The smartest and most kind mathematician taps you on the shoulder. You asked her to chart the progress you’ve been making towards collecting all the different possibilities, since she didn’t seem to giggle as hard as the others when she walked by and saw you dealing cards. She hands you a chart.

“What is this, some kind of sick joke?” You demand, enraged as she’s handed you a chart of a progress bar that’s blank.

“We have to time travel again to the beginning of the universe… you need more time to finish…” She cautiously suggests.

“Okay, well, fine. How many more times?” You shoot back, still furious.

“10^40 times…” There’s a pause as you stare blankly at her.

“Let me say the number”, she says, “I don’t think that scientific notation really hit home for you… It’s: Three, zero, zero, zero, zero, zero, zero… “

“Just write it down”, you cut her off, muttering under your breath about how you never really liked mathematicians anyways.

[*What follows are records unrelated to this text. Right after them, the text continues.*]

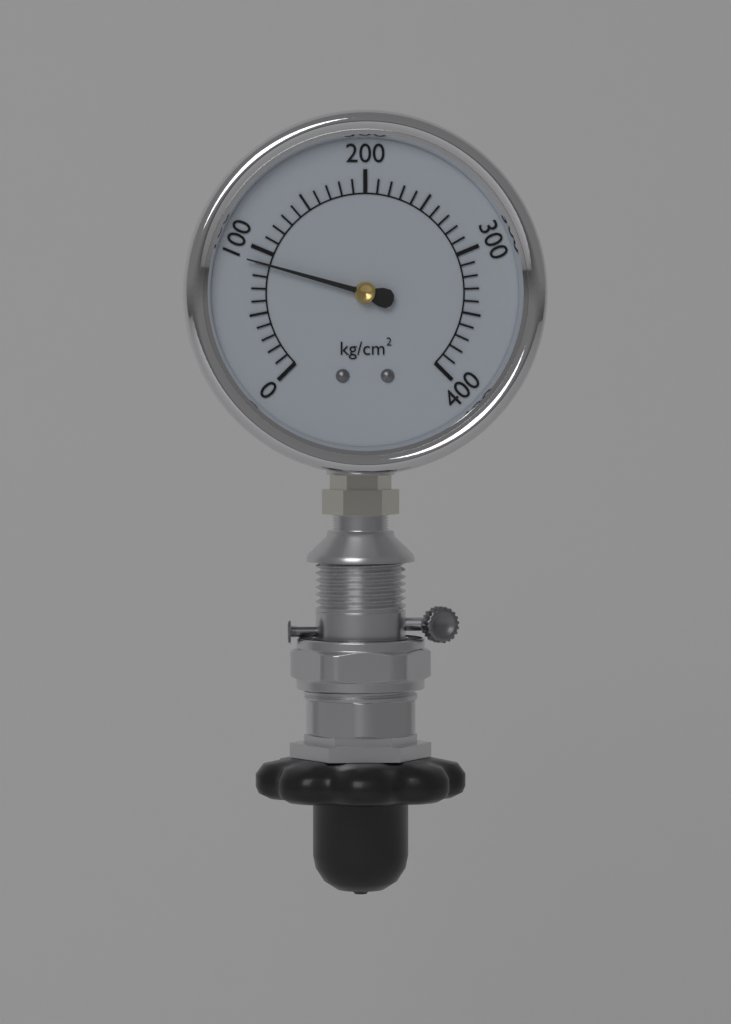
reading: 90 kg/cm²
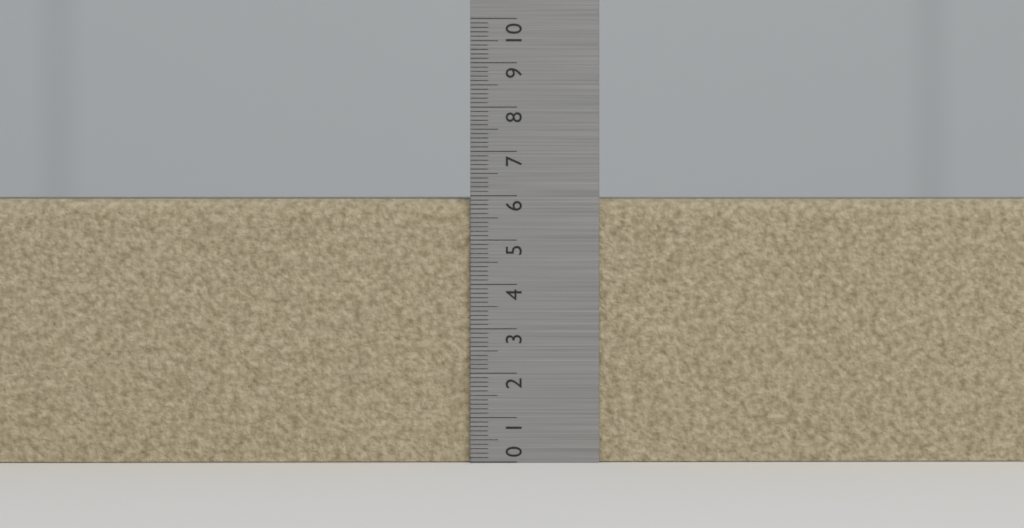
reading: 6.0 (no unit)
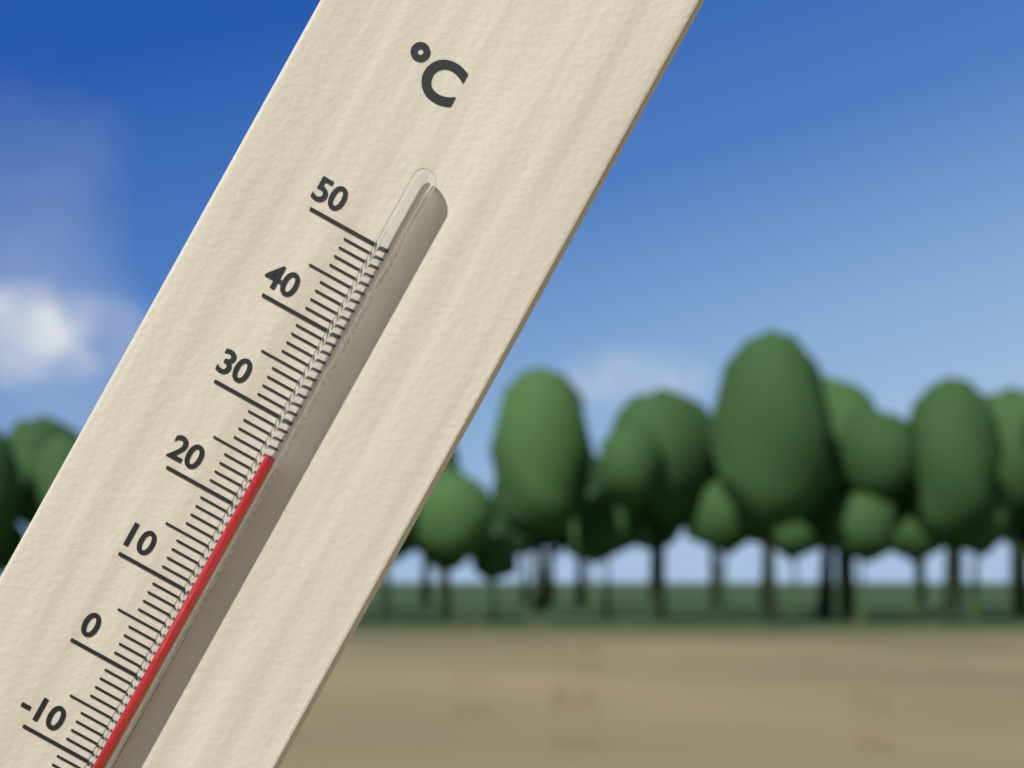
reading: 26 °C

She writes it on a piece of paper, explaining: “You’ll have to continue this experiment with all 7 billion people, repeatedly returning to the beginning of the universe to get more seconds to deal cards.”

“You’ll have to travel back in time this many times”, she repeats confidently, with a note of pity in her voice.

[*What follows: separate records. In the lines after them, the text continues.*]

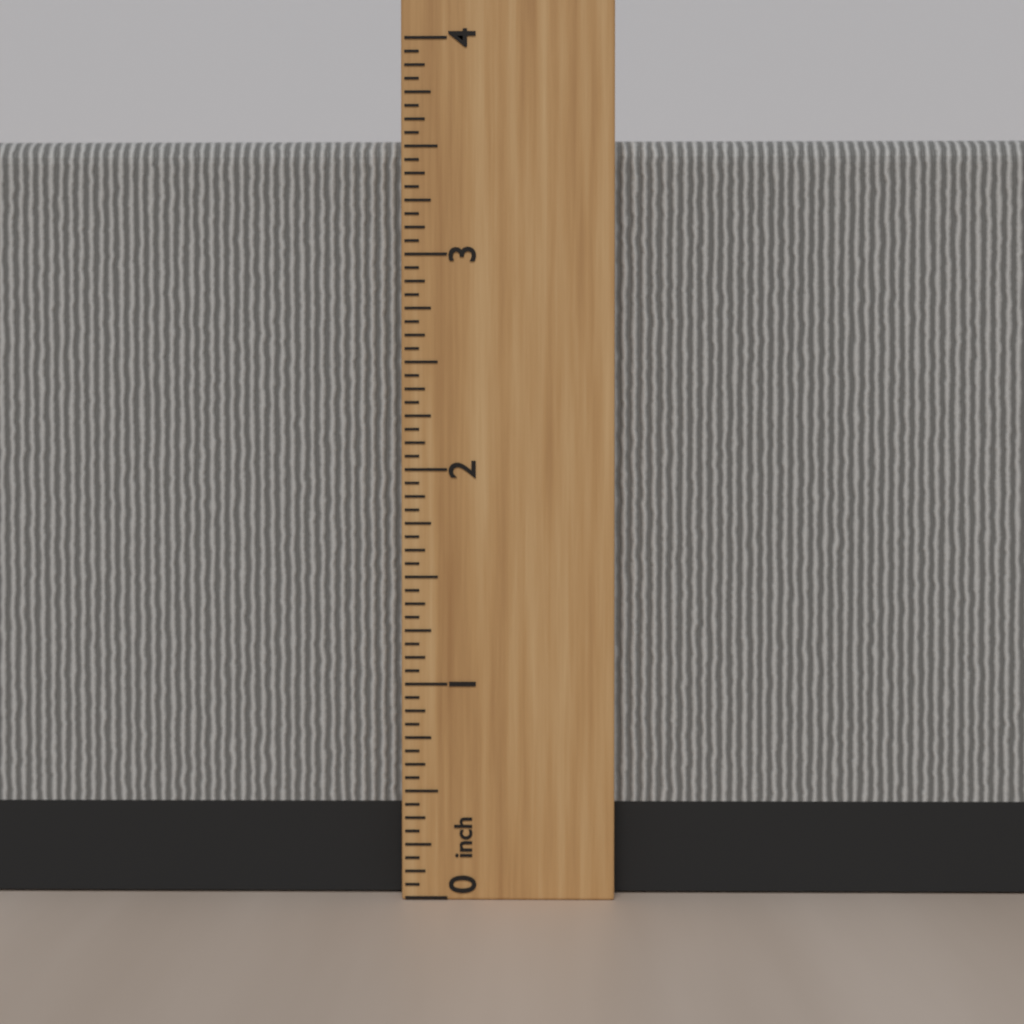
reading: 3.5625 inch
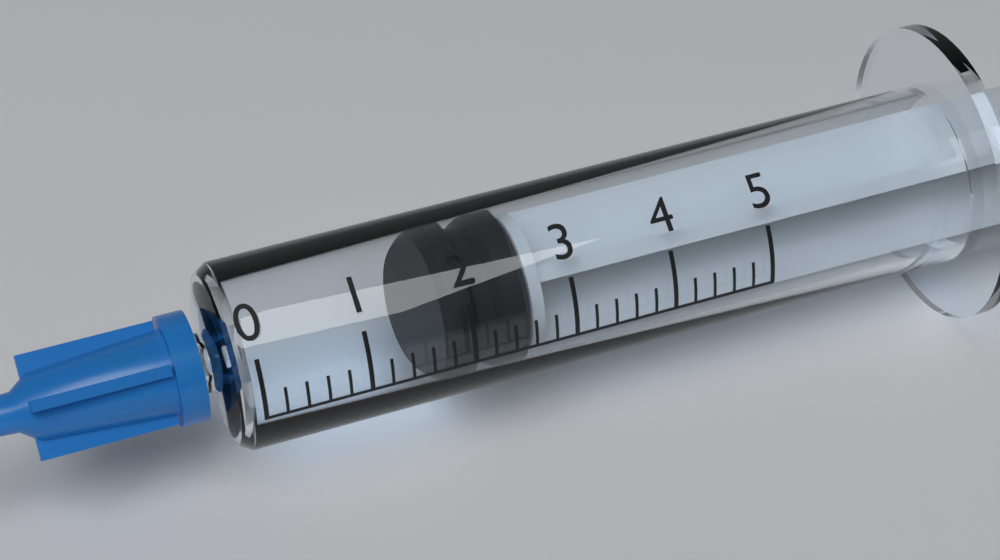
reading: 1.8 (no unit)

The slip of paper says: “30,000,000,000,000,000,000,000,000,000,000,000,000,000 times”.

Your knees give out as you slump to the floor.

In the depths of despair, you look up at the mathematician. She smiles.

“You know, you could have just asked us mathematicians in the beginning. The number of combinations is 52!, which is just 52*51*50…*3*2*1. This equals about 8×10^67, or 8 with 67 zeroes after it.”

You nod, feeling relieved that you know the answer. Then you look up. You see 7 billion people, all of whom have just abandoned their work and looking strangely at you. You don’t like their look. As they start standing up and moving towards you, you run towards your time machine, setting it to transport only yourself to the Jurassic period.

“I should have trusted the mathematicians …. !” Your voice fades as you begin the time travel. You’re still not sure you understand how large numbers or probability works, but you think it’s wise to take your chances with the terrible lizards instead.

In the background, the mathematicians start giggling again.

Numbers:

  • Age of universe = 4×10^17
  • 7,000,000,000 = 7×10^9
  • 52! = 8×10^67
  • 52! / 7 Billion / age of universe in seconds = 3×10^40

3 thoughts on “How large is 52!?

  1. Sigh, I thought there was going to be some cool chain of explanations like explaining the size of a grain of sand, then how many grains of sand are in a bucket, then how many of those buckets would be in a sports stadium, and then how many stadiums, and so on to get to 52 factorial grains of sand. I mean this constructively, but a whole bunch of zeros doesn’t mean much to me.

    1. Okay then…. assuming a grain of sand is ~1mm^3, then ~20 million grains fit in a 5 gallon bucket (2 X 10^7.) The largest enclosed stadium in the USA is the Dallas Cowboys stadium with an interior volume of ~104 million ft^3. A 5 gallon bucket is 0.67 cubic feet, so ~150 million buckets would be required to fill the stadium with sand (1.5 X 10^8.) So multiply those together, it takes ~3 X 10^15 grains of sand to fill Cowboys stadium. 52! ÷ 3E15 = 3 X 10^52. 30,000,000,000,000,000,000,000,000,000,000,000,000,000,000,000,000,000 Even more zeros than his example. The whole point of the article is that these numbers are so large they defy understanding. You can’t understand 3 X 10^52 Cowboys stadiums anymore than you can understand 3 X 10^40 histories of the universe.
      Image a different question… how big would the Earth need to be if it were made out of 52! grains of perfectly fitted sand, with not air space. Each grain is ~1mm^3, so we need an Earth than is 52! mm^3… The radius of this earth would need to be 4.4 X 10^30 meters. The diameter would need to be 8.8 X 10^30 meters. The observable universe is ~8.8 X 10^26 meters. The diameter of this imaginary sand earth would need to be 10,000X the size of the observable universe.

  2. Very good explanation. Puts the number into a framework I can wrap my had around.